Paper No. 16
Presentation Time: 1:30 PM-5:30 PM
A 156-YEAR TREE-RING OXYGEN ISOTOPE RECORD OF MAJOR HURRICANE EVENTS IN THE SOUTHEASTERN U.S
Temporally and geographically incomplete records hamper our ability to discern long-term trends and fluctuations in hurricane activity. Tree-rings provide a high-resolution and precisely dated record of hurricane activity that potentially extends many hundreds of years. The oxygen isotope composition of a-cellulose in tree-rings of slash and long-leaf pines serves as a hurricane proxy.

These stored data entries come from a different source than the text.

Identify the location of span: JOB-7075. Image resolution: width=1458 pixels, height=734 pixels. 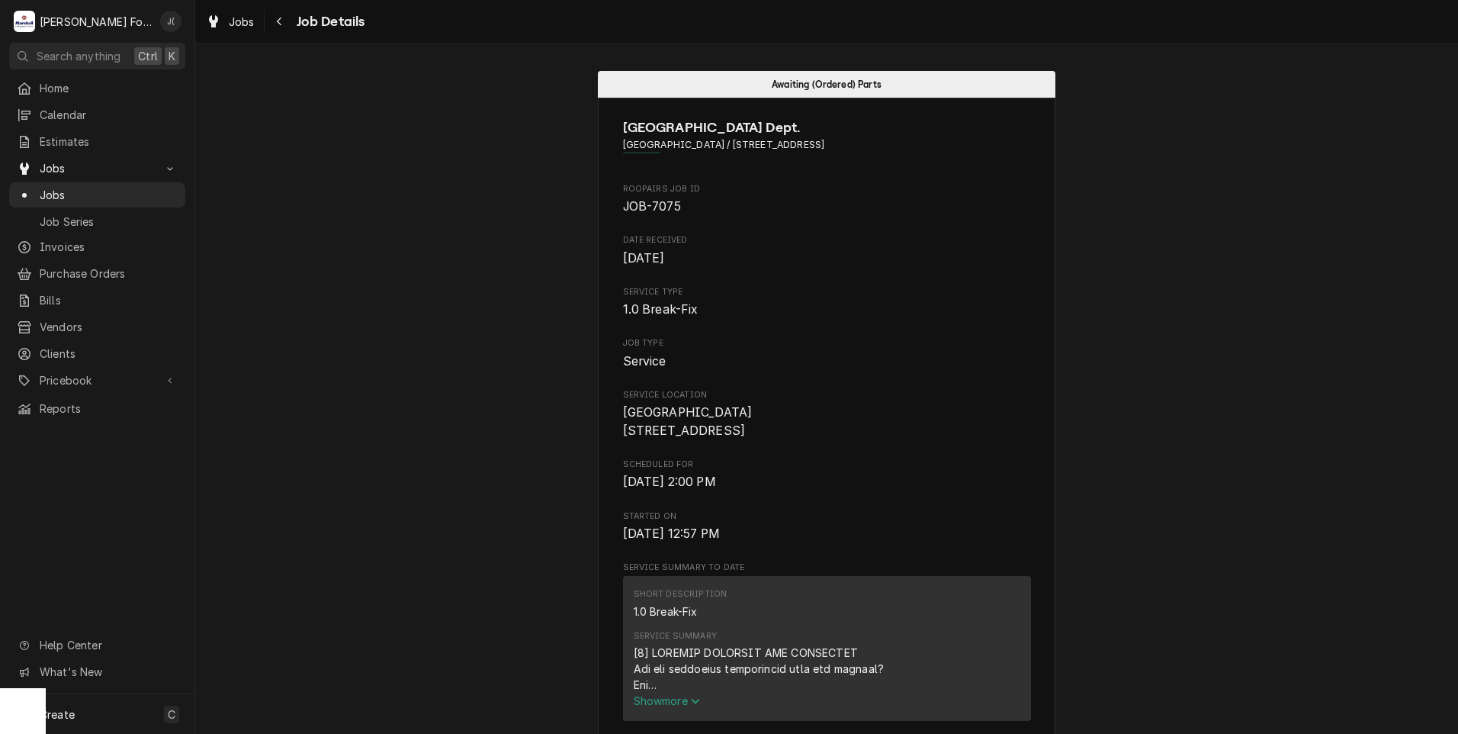
(652, 206).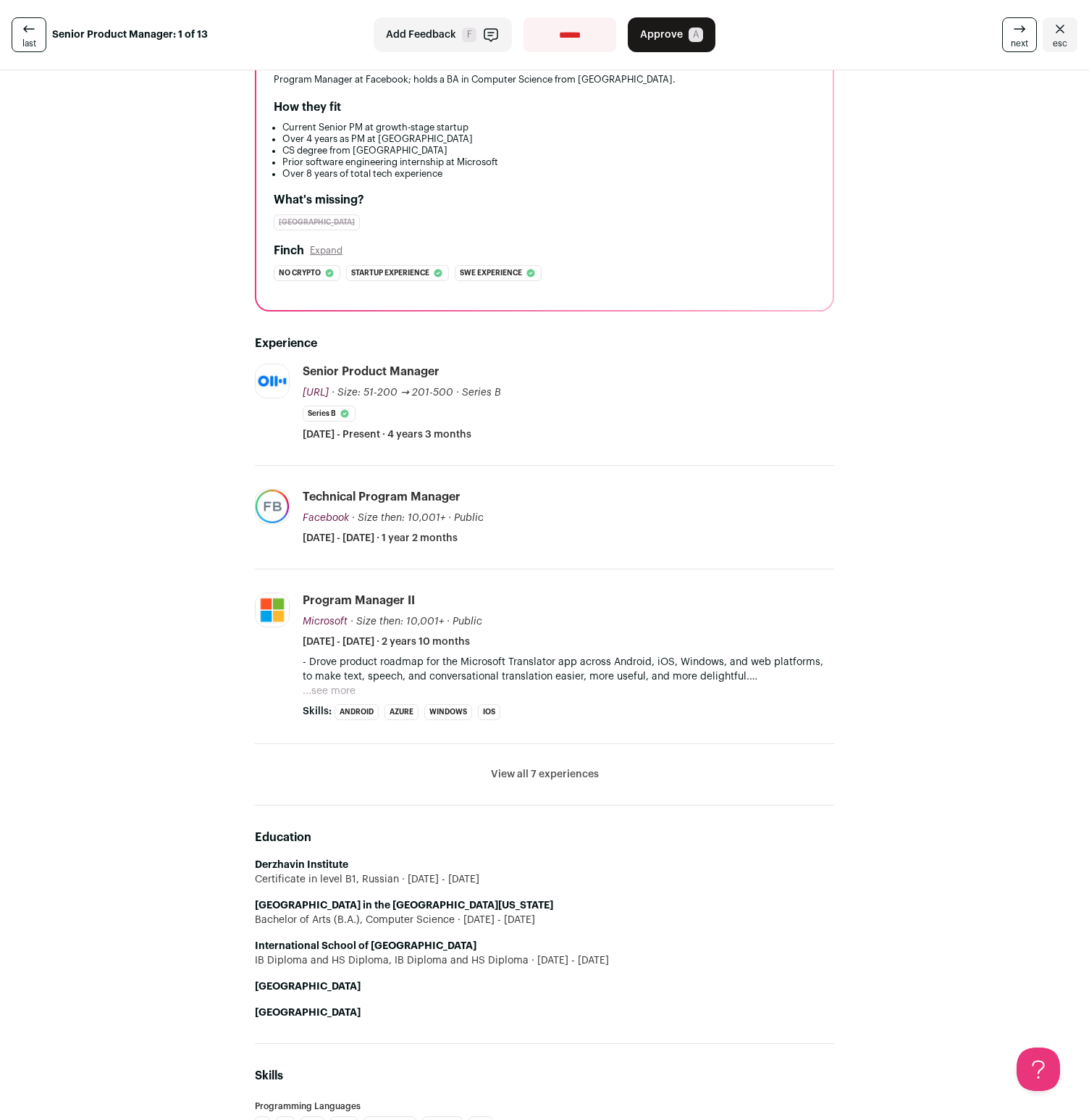 This screenshot has width=1089, height=1120. I want to click on strong: Derzhavin Institute, so click(301, 865).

Hurricane precipitation falls predominantly during latewood growth of southeastern pines (August to October). Hurricane precipitation is 18O depleted relative to normal seasonal rainfall and hurricane events are distinguished by relatively depleted latewood (LW) a-cellulose values and large differences in the d18O values of earlywood (EW) and LW for a given annual ring set (i.e., large, positive values of D18O EW-LW). We report a 156-year (1840-1996) tree-ring record of intra-annual EW-LW d18O values compiled from 2 specimens. Large intra-annual values of D18O(EW-LW) in a-cellulose correlate with modern meteorological and historical accounts of hurricane and tropical storm occurrence, particularly major hurricanes (class 3 or higher on the Saffir/Simpson scale). The decade of the 1950s and 1840-1880 showed particularly intense major hurricane activity, supported by historical records. The 1840-1880 time series of EW and LW d18O values show that this period is marked by relatively large D18O (EW-LW) values, even for non-event years, and, thus, hurricane activity may have been affected by larger than recent normal seasonal temperature differences or lower than average LW temperatures. Droughts can also be discerned in the tree-ring isotope and ring-width record and provide another important proxy record of climate. In some years, subsampling of LW rings permits better temporal resolution of the hurricane event by isolating the pulse of isotopically-light hurricane precipitation.